Newsroom

Our staff scans hundreds of news sources every day to create a custom newsfeed. When the mainstream media covers the development through enterprise space, you can expect to find it here

Oct 27

Muhammad Yunus Comments on the Financial Crisis

Business Week — www.businessweek.com

A Nobel Prize-winning academic turned micro-finance banker for the poor has important advice for Washington. Muhammad Yunus believes that the government bailout of the banking system is but the first step in redesigning the global credit system. In the end, Yunus believes that a new self-correcting market system will have to be created.

Oct 27

Investments at the Bottom of the Social Pyramid Produce Results

Market Watch

Turns out that the best return on investment lies with the poor, not the rich.

A Moody's analysis earlier this year shows the government gets the biggest bang for its buck by spending increases. A whopping $1.73 increase in gross domestic product is returned for every dollar the Treasury spends by increasing food stamps, for example. This compares with a $1.02 return by a nonrefundable lump-sum tax rebate and a $1.26 return on a refundable lump-sum tax rebate, according to Moody's.

Oct 27

Soapbox: The Importance of Sustainability

Financial Times — www.ft.com

In recent years, business schools have embraced the idea of “corporate social responsibility” and “sustainability”. Centres, institutes, programmes and initiatives have sprung up, websites and brochures trumpet business schools’ dedication to serving society, ethics, managing the environment and social entrepreneurship.

A new breed of MBA student is focused on “doing well by doing good”, demanding that more attention be given to the world’s social and environmental challenges.

Oct 27

There's Business Across the Pyramid

Economic Times — economictimes.indiatimes.com


If India Inc has to enhance its presence in the world market, it must start to learn some lessons of marketing quickly. The basics: Segmenting, Targeting, Positioning. The basics (4Ps): Product, price, place and promotion.

Gain in market share does not make a great marketing company. India over the past 5-7 years has seen tremendous growth. This growth has brought purchasing power to millions across the pyramid. Companies have targeted these new consumers.

Oct 20

Emerging Lessons

The Wall Street Journal — online.wsj.com

By Madhubalan Viswanathan, Jose A. Rosa and Julie A. Ruth

Businesses, take note: An underserved and poorly understood consumer group is poised to become a driving force in economic and business development, by virtue of sheer numbers and rising globalization.They are subsistence consumers -- people in developing nations like India who earn just a few dollars a day and lack access to basics such as education, health care and sanitation.

As these consumers gain access to income and information over the next decade, their combined purchasing power, already in the trillions of dollars, likely will grow at higher rates than that of consumers in industrialized nations. The lesson for multinational companies: Understanding and addressing the needs of the world's poorest consumers is likely to become a profitable, as well as a socially responsible, strategy.

A characteristic associated with low-income consumers, and one that has major implications for doing business with them, is that many struggle with reading and math. Like the 14% of Americans estimated to be functionally illiterate in a U.S. government survey, subsistence consumers have difficulty reading package labels, store signs or product-use instructions, or subtracting the purchase price of an item from cash on hand -- all of which hampers their ability to put their limited incomes to best use.

 

Oct 07

Lenders to the Poor Adopt Guidelines

New York Times — www.nytimes.com

By Elizabeth Malkin

For months, the fellowship of institutions providing microfinancing has been angrily divided over the actions of one of its own.

Compartamos, a fast-growing Mexican bank, went public in April 2007 and sold $468 million in shares on the Mexican stock market and gave the cash to its investors. Critics said the bank, based here, was putting profit ahead of clients, contrary to the altruistic ideals of microlending, which specializes in giving tiny loans to the poorest of the poor.

In its defense, Compartamos said that the stock sale showed private investors that microfinance could be profitable and would attract more private capital to the industry.

Now, it seems, the two sides have reached a truce. This week, Compartamos joined a group of microfinancing organizations to announce a code of conduct to protect the microlenders' clients from being exploited.

Organizations signing the code say it is meant to reaffirm the principles of microlending and set microlenders, which showed the poor were good credit risks, apart from consumer lenders entering the market.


Exercise requirements -> Using the data below, copy every line that contains the word "Billing".

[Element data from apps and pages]
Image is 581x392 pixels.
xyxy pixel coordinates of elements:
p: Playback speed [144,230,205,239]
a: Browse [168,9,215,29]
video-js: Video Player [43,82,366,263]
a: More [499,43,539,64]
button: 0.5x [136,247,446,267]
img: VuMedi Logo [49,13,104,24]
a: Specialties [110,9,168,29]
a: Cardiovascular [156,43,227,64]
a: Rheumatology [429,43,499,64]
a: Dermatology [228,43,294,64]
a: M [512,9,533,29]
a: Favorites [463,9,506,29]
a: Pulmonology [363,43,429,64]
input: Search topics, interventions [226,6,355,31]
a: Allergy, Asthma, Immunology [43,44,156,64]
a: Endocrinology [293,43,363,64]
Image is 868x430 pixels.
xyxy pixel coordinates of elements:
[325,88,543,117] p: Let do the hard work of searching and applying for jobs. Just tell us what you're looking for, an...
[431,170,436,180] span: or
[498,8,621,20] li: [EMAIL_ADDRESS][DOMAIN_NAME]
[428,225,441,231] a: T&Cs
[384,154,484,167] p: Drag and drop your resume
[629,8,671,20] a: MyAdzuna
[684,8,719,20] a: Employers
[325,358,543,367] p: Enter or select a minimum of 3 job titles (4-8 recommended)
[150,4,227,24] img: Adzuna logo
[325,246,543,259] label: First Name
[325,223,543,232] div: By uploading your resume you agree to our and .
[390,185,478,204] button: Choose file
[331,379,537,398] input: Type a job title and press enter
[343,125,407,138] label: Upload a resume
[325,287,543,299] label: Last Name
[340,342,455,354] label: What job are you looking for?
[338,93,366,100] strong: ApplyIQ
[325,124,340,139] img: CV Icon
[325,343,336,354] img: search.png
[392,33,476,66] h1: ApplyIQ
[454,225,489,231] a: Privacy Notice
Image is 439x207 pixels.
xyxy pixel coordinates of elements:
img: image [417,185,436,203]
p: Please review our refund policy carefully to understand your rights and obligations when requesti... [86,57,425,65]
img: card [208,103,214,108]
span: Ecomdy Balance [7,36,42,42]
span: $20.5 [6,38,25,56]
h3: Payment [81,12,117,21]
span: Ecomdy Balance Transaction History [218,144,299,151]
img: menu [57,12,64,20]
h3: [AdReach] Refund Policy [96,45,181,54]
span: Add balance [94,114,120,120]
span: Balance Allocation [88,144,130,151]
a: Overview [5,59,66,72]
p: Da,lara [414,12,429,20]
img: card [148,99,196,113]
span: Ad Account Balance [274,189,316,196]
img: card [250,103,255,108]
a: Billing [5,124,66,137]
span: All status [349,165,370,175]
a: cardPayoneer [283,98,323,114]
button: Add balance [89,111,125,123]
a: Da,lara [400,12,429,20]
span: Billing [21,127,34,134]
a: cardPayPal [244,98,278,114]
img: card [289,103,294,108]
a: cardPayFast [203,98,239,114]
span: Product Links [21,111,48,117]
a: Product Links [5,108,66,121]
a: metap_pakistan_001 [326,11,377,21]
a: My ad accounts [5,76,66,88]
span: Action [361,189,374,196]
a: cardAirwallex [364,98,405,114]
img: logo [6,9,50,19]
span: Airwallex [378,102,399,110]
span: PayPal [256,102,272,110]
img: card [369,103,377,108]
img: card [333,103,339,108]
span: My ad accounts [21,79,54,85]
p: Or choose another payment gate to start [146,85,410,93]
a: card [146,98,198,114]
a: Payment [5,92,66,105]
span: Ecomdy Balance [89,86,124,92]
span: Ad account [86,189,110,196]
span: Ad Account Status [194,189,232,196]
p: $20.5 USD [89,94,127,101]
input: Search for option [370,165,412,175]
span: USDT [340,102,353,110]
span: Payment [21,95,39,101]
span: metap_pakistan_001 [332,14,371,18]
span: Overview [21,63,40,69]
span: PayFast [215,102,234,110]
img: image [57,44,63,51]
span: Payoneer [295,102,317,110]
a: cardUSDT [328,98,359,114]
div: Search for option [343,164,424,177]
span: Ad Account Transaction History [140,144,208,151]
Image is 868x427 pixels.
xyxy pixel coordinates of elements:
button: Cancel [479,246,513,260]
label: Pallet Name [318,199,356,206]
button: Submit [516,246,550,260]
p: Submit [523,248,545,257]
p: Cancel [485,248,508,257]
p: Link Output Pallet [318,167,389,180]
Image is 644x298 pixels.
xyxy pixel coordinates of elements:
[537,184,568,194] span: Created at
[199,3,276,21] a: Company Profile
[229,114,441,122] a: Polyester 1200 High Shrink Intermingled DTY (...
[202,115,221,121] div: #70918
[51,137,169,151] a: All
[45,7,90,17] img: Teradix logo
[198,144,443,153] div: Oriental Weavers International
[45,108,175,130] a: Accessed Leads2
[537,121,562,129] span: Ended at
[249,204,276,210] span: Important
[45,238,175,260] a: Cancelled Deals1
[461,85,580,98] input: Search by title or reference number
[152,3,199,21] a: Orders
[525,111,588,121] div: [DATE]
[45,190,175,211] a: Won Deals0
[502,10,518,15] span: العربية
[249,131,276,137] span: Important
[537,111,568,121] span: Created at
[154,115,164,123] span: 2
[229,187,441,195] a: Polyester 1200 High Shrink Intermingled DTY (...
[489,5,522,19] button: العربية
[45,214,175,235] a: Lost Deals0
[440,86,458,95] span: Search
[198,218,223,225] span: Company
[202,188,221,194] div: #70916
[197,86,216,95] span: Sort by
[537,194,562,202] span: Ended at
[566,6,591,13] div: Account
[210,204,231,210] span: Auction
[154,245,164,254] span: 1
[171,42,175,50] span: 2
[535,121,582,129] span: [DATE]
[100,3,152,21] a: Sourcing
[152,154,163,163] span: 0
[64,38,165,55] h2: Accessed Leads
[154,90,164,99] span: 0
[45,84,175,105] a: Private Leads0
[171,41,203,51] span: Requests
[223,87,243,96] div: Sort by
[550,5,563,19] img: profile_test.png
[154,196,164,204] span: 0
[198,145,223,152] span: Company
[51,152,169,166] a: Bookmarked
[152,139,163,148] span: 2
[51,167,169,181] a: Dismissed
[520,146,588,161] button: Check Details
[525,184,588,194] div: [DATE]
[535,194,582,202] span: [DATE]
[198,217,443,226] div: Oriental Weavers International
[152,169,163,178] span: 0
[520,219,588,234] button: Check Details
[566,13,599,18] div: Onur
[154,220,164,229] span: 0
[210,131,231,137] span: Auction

==

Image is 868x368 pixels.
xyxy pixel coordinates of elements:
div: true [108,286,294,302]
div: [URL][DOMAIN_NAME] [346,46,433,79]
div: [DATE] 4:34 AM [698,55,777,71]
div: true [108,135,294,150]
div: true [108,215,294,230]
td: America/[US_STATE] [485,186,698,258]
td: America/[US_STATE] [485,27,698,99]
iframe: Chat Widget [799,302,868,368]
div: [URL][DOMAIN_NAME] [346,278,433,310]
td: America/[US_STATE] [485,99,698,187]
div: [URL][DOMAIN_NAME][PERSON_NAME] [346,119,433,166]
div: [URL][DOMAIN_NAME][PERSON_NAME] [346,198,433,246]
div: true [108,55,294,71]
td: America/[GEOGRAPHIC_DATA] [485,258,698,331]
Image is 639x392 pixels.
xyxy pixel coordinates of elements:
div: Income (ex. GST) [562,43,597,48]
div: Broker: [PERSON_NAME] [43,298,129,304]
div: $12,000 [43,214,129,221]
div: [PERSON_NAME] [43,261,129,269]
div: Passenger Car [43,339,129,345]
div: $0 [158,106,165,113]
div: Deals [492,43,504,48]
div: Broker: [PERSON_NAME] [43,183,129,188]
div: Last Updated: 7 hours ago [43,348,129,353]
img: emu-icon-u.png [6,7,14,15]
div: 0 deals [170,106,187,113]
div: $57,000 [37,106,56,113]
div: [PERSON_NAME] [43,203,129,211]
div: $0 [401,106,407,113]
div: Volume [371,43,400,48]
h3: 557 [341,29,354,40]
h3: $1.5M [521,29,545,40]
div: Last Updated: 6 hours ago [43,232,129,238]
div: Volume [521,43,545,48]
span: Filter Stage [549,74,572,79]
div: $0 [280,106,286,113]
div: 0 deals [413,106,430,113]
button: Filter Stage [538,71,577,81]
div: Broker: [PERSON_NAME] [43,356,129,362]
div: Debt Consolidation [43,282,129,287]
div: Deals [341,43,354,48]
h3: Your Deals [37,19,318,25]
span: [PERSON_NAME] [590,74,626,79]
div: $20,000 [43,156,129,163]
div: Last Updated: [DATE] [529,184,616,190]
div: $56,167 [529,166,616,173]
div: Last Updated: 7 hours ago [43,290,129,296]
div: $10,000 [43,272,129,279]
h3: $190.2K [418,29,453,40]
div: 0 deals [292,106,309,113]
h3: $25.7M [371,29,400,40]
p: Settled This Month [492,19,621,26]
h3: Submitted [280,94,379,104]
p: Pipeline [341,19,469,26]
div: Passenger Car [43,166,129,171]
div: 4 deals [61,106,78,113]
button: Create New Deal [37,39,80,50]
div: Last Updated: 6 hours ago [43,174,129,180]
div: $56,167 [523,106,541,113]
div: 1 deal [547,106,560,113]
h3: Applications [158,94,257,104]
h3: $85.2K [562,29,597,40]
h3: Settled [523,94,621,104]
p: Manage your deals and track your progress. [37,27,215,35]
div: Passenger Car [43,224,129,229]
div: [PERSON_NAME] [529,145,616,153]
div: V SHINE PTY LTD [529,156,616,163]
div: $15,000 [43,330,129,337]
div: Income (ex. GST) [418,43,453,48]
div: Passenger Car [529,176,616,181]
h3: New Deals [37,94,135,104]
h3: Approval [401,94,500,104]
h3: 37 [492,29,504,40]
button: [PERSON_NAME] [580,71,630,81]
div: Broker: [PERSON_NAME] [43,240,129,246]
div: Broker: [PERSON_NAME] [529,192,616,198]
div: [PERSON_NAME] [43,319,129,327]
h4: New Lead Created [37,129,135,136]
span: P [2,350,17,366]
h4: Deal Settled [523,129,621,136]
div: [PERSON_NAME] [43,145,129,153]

Written response ->
a: Billing [5,124,66,137]
span: Billing [21,127,34,134]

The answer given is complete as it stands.